- Task goal: Repeat, line for line, the entries below from the first line to the line containing "What do you see at coordinates (466, 902)", counting both ends.

- Data supplied:

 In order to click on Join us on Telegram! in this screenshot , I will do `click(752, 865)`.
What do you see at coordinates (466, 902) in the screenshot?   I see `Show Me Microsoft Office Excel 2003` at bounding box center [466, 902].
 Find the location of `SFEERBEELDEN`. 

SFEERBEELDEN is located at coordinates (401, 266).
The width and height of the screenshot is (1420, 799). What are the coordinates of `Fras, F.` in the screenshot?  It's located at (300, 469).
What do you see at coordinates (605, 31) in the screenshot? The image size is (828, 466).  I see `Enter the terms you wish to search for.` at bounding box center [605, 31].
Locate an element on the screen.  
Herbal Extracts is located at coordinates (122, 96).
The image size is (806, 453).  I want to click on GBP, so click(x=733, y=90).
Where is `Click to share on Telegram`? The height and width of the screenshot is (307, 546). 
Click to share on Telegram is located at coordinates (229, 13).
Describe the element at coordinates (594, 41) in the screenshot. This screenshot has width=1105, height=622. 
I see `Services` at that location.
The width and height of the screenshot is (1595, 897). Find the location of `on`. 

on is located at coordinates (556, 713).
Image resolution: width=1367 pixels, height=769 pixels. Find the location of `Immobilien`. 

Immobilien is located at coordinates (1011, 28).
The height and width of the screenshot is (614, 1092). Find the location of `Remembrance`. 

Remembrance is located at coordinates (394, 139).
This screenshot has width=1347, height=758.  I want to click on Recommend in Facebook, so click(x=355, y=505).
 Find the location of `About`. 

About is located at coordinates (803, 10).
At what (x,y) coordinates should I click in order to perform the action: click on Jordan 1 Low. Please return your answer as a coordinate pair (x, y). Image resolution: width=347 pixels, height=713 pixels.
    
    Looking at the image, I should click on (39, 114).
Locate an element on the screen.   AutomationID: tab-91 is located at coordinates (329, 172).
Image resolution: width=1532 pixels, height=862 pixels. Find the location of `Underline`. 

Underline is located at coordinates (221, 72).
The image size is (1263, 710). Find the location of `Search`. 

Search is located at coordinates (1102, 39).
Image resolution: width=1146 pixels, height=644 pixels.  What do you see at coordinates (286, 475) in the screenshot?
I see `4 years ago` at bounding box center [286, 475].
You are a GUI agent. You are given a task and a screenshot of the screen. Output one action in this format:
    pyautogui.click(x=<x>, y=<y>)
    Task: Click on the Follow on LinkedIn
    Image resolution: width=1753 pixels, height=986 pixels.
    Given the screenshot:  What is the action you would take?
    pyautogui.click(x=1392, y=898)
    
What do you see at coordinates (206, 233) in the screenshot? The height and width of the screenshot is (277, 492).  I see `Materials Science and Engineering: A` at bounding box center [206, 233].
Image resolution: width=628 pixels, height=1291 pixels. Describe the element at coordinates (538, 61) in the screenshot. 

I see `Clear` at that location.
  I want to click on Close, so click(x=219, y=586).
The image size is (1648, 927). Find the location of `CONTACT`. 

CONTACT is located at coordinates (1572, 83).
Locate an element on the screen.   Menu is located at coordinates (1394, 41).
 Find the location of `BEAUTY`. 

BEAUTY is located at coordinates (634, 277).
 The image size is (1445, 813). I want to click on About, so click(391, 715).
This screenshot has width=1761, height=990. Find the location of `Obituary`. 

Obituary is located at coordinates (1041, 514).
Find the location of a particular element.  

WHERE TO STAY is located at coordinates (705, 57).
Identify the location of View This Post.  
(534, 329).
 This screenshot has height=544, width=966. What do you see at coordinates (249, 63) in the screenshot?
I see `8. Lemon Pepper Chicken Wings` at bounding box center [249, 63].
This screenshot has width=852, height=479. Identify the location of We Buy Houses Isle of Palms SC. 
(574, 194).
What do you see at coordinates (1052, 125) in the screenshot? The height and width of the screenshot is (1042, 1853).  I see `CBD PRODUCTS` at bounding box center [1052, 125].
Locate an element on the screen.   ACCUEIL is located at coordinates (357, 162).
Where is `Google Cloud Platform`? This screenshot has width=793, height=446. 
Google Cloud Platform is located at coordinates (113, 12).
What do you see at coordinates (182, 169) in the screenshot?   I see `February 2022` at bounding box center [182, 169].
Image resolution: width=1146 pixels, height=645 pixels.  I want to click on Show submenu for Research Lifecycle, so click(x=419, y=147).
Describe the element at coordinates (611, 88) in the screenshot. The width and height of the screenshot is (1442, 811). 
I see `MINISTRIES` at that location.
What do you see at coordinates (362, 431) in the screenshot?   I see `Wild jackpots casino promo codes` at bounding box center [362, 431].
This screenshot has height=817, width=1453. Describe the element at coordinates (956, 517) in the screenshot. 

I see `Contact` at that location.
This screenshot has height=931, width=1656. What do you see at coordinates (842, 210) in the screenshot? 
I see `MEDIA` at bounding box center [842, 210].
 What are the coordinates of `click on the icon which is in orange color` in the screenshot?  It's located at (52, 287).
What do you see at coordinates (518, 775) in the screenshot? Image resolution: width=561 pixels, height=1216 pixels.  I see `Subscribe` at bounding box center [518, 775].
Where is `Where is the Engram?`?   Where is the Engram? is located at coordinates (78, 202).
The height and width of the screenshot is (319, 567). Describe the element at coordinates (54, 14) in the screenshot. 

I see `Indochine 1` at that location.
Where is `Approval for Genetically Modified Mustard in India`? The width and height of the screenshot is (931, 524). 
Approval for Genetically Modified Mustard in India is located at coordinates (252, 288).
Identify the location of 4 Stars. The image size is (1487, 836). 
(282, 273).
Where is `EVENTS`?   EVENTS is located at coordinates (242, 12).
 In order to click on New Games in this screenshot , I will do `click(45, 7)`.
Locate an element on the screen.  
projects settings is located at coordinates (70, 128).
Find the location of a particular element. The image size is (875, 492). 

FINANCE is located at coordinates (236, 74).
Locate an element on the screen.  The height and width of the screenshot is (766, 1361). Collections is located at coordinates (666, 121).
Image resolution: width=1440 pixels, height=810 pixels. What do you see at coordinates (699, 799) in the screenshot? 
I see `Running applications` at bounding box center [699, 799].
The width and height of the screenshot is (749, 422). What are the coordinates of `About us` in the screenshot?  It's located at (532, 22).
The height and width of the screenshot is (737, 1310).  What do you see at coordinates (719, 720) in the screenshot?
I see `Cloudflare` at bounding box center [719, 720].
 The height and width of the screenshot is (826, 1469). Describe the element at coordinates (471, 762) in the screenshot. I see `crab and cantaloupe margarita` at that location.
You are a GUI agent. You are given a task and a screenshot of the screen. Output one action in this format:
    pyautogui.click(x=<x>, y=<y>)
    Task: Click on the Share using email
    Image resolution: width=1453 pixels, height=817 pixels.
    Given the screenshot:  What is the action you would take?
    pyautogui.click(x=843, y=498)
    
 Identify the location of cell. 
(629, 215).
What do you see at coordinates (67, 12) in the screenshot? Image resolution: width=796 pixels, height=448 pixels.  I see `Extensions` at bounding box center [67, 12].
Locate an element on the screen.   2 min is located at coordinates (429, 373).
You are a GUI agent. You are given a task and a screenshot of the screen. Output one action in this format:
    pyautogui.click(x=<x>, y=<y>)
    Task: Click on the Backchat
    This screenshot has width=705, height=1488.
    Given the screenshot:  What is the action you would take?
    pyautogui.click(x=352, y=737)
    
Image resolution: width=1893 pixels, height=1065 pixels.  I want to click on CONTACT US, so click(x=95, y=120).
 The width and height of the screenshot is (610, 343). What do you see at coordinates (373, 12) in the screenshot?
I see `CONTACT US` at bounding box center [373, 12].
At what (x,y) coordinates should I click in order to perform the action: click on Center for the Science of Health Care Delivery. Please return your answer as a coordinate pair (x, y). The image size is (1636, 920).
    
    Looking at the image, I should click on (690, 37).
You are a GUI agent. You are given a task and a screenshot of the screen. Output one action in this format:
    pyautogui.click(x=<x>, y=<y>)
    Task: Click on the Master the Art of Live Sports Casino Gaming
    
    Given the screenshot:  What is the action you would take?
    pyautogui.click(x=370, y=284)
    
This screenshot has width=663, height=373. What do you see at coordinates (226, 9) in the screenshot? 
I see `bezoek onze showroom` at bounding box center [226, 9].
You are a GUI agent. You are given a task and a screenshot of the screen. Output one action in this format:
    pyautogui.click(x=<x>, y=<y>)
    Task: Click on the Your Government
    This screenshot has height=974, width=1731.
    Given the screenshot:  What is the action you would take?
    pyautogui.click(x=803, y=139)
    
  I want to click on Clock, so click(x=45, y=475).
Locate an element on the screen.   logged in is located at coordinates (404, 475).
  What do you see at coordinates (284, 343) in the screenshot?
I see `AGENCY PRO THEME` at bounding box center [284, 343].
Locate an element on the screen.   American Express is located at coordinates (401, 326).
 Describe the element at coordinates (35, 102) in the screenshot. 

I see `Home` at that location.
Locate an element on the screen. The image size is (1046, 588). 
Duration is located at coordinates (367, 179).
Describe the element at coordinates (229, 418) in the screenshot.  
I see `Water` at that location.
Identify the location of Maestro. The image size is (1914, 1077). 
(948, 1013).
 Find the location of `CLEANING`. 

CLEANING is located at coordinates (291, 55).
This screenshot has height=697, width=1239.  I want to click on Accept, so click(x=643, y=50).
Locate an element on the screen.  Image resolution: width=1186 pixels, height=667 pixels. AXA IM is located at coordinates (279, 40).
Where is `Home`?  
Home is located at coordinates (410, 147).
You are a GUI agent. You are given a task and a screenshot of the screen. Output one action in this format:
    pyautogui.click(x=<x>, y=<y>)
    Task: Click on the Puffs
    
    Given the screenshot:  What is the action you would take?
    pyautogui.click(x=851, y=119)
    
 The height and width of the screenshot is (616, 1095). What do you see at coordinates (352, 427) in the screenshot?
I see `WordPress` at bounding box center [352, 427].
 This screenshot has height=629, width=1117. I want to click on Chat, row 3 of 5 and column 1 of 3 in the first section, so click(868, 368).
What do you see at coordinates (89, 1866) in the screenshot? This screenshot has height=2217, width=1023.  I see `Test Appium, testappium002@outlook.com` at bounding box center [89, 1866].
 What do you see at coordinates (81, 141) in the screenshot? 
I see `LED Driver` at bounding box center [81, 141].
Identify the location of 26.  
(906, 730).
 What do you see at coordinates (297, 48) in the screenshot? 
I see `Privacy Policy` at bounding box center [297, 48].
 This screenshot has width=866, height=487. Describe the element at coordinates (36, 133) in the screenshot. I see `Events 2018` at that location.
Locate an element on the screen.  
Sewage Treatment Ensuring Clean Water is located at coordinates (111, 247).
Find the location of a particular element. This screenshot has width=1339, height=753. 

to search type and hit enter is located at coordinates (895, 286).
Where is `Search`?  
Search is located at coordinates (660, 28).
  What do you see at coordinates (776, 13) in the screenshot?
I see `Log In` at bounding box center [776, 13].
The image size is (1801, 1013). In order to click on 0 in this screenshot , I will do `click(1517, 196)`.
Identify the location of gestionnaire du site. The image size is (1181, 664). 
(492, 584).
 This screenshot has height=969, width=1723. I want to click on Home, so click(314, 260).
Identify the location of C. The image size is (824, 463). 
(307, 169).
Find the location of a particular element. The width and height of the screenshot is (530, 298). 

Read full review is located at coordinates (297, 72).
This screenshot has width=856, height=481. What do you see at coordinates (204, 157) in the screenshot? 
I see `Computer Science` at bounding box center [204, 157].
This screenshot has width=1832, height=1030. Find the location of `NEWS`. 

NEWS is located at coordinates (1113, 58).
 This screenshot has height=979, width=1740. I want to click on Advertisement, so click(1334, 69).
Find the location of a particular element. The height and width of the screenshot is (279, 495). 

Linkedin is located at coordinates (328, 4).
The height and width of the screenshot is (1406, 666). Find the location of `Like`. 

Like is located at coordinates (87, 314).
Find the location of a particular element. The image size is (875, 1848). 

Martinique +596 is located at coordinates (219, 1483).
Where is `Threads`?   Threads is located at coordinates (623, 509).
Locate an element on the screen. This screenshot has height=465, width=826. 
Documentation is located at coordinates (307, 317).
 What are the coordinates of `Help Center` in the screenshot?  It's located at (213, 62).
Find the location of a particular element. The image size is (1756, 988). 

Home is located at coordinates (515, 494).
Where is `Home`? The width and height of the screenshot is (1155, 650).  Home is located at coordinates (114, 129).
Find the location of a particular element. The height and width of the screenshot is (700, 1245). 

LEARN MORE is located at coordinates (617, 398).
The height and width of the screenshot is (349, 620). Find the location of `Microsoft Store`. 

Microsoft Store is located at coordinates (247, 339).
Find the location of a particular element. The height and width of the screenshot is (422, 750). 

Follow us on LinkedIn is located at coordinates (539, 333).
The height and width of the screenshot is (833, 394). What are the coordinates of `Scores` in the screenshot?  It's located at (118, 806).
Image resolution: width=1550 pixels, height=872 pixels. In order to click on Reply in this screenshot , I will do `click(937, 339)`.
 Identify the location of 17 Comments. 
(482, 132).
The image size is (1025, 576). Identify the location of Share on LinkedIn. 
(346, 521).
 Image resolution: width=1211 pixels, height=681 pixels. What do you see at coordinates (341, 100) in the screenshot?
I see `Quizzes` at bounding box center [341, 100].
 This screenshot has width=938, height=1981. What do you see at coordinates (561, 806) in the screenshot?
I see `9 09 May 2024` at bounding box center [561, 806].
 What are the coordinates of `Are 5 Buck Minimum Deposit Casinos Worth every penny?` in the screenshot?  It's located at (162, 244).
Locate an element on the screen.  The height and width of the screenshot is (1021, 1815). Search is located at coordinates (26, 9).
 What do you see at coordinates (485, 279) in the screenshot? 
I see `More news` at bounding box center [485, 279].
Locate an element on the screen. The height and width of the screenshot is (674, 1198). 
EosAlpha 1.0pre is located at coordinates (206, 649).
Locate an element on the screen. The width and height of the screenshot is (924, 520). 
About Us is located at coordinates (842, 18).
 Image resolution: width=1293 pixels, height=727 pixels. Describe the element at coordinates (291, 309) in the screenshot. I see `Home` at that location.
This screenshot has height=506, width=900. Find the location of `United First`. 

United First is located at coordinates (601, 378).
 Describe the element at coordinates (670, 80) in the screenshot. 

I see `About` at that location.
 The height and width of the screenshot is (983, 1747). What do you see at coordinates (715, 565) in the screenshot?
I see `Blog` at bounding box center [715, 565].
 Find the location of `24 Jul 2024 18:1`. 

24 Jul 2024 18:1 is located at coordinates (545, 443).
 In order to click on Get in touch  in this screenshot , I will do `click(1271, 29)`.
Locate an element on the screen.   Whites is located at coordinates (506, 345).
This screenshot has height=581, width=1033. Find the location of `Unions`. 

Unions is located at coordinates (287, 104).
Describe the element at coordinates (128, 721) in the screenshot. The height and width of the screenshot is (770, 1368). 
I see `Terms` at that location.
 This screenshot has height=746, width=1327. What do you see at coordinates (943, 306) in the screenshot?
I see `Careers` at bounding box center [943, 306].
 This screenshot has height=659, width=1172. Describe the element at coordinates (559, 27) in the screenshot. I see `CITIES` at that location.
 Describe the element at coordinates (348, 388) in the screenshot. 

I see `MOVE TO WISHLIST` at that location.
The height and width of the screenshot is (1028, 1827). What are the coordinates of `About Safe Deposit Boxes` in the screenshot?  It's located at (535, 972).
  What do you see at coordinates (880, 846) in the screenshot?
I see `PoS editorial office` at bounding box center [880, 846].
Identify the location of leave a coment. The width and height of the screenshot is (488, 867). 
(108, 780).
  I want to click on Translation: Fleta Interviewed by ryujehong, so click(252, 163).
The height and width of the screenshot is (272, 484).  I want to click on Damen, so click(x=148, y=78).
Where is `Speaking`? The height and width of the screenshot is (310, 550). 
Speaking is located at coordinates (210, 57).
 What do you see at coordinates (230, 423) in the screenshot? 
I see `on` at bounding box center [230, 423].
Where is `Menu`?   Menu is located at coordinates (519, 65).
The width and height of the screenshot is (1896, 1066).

- Written response:
 In order to click on Join us on Telegram! in this screenshot , I will do `click(752, 865)`.
What do you see at coordinates (466, 902) in the screenshot?   I see `Show Me Microsoft Office Excel 2003` at bounding box center [466, 902].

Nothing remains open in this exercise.